Briefly then, I write of two persons who come to mind on this day of 2s. I join author John Green in not being a fan of heroizing individuals; even so, I risk it here. The belief that there is some hero in a white hat who will come along and save the day, is a deeply inculcated myth in our culture. It does much damage. One the one hand, some folks chose to wait for the hero to appear, not stepping forward to join others in seeking to address some injustice of shared dilemma. On the other hand some think they are called to act as hero and come up with “the great fix” that will solve whatever problem they perceive to be at hand. One doesn’t have to live long in low-wealth communities to see the damage done by the continuing cycle of “heros” who appear and believe they are going to fixt things, all the while ignoring the gifts of the persons or neighborhoods they were scheming to FIX.
Even so, on this day of twinning, there are some difference-makers who come to mind. They show up in our world to point us to noblier paths. On a day when tyrants, like Vladimir Putin, act as bullies on the international stage, there are other options. On a day when one can, in hindsight, see through the thinly veiled efforts of our former U.S. president to take us out of NATO, and undermine the democratically elected government of the Ukraine, I want to hold up two other persons. If Putin and Trump can be seen as twinned — at least in their preference for autocratic governance, there are two men who have shown a different path forward: Paul Farmer and Jim Wallis.

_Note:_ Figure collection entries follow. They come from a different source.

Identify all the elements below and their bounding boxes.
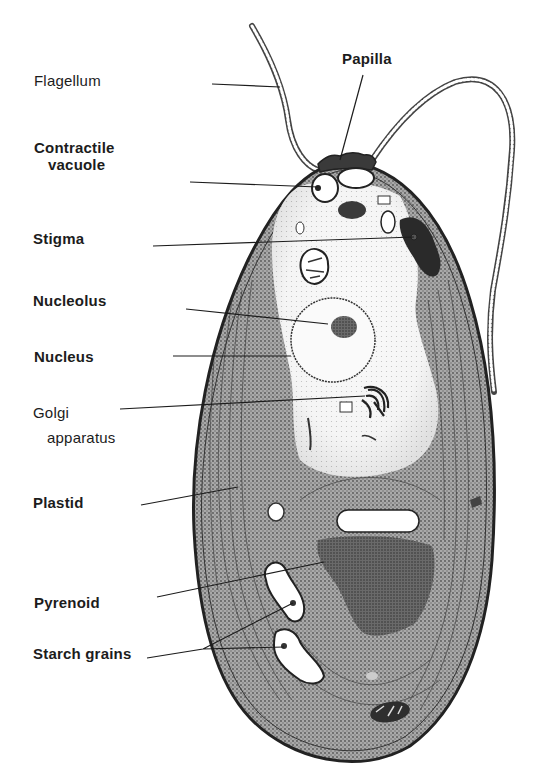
label-flagellum: Flagellum: [34, 72, 101, 89]
label-starch-grains: Starch grains: [33, 645, 131, 662]
label-nucleolus: Nucleolus: [33, 292, 106, 309]
label-papilla: Papilla: [342, 50, 392, 67]
contractile-vacuole-right: [338, 168, 374, 188]
cell-body: [193, 153, 494, 762]
nucleus: [291, 298, 375, 382]
label-contractile-vacuole-line1: Contractile: [34, 139, 115, 156]
label-golgi-line1: Golgi: [33, 404, 69, 421]
mitochondrion-top: [338, 201, 366, 219]
starch-plate: [337, 510, 419, 532]
label-pyrenoid: Pyrenoid: [34, 594, 100, 611]
label-plastid: Plastid: [33, 494, 84, 511]
nucleolus: [331, 316, 357, 338]
leader-papilla: [340, 75, 363, 160]
label-stigma: Stigma: [33, 230, 84, 247]
label-contractile-vacuole-line2: vacuole: [34, 156, 115, 173]
label-nucleus: Nucleus: [34, 348, 94, 365]
left-flagellum: [252, 26, 318, 170]
leader-flagellum: [212, 84, 280, 87]
label-golgi-apparatus: Golgi apparatus: [33, 400, 116, 450]
label-golgi-line2: apparatus: [33, 425, 116, 450]
label-contractile-vacuole: Contractile vacuole: [34, 139, 115, 173]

The news came yesterday that Paul Farmer had died. I only met Farmer once and briefly. Still his life, his writings, and his witness standout. He would not accept that healthcare should limited to only the wealty or privileged neighborhoods in our nation or world. He did his work encouraging the resources at hand — whether with the people by establishing neighborhood health worker corps or building clinics and hospitals using the natural resources and gifts of the communities where they were built. Read more about Paul Famer here: https://www.washingtonpost.com/opinions/2022/02/21/how-paul-farmer-saved-millions-of-lives/.

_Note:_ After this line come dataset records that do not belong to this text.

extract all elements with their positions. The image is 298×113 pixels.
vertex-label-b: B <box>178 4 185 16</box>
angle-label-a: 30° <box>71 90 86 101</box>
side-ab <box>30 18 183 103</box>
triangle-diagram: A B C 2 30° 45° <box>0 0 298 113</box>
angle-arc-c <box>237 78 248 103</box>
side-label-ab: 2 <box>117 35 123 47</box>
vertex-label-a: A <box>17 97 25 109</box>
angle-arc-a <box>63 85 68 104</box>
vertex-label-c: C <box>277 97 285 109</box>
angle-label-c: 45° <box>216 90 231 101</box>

Farmer was clear and persistent. His calling was to act along with others, to make a difference, to give access to health care FOR ALL. A friend tells of a time Paul Farmer was asked to meet with executives of a large pharmaceutical company in the Midwest. In his presentation, he said he could make a difference in a nation in Africa if a donation of $3 million in specific medicines could be made available. At the close of this talk, the executives quickly huddled, then came back saying the best the company could do was $1 million of these medicines. Dr. Farmer responded that, then, he wouldn’t be able to accept their donation because it wasn’t sufficient to the challenge the people were facing. As he stood to leave, the executives asked for a moment to discuss the matter further. Upon their return to the room, they assured Paul Farmer he would receive ALL the medical supplies he requested. Clarity and Persistence. We grieve Paul Farmer’s early death and celebrate the gifts he shared.

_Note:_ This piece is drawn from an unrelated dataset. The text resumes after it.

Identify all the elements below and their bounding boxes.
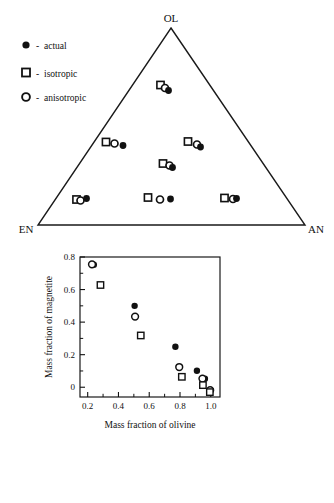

The second man that comes to mind is Jim Wallis. Jim is still very much alive and I give thanks for this. My friendship with Jim has been a long one, beginning back in San Francisco in 1974 when we were both called Young Evangelicals. I was teaching in an urban studies progam and invited Jim to come speak at a conference on the role Christians might play to address discrimination and poverty in our cities. As the editor of a new magazine, The Post American, later to become Sojourners Magazine, Jim was one of several persons who were emerging as important Christian witnesses. Jim would be the first to say he is not a hero; and my years of friendship would confirm his assessment. Like every person I know, he has his blemishes. Still, I suspect, that when a list of the saints of our generation is written, his name will be on that list (or at least he will be in a place of honorable-mention!).
Currently, I give thanks that Jim Wallis’ voice and experience in making it clear that voting rignts for all in the U.S. today is a moral issue: https://www.washingtonpost.com/religion/2022/02/18/sojourners-jim-wallis-voting-rights-religious-left/. As Wallis puts it, “For me it’s the first book of the Bible. We were all made in God’s image and likeness. Voter suppression on the basis of skin color is a throwing away of Imago Dei.” Jim has spent more than fifty years giving witness to the ways the Gospel calls us to live beyond the prejudices and discrimination still so prevelant. Clarity and Persistence.
These two men are connected by Clarity and Persistance: 1) they believe every human being is made in the image of God; 2) No matter the evil patterns and powers and persons who seek to exclude and dominate, God’s way of love for all is the preferred way for humanity. Paul and Jim have demonstrated THE BETTER WAY on this Twos-Day.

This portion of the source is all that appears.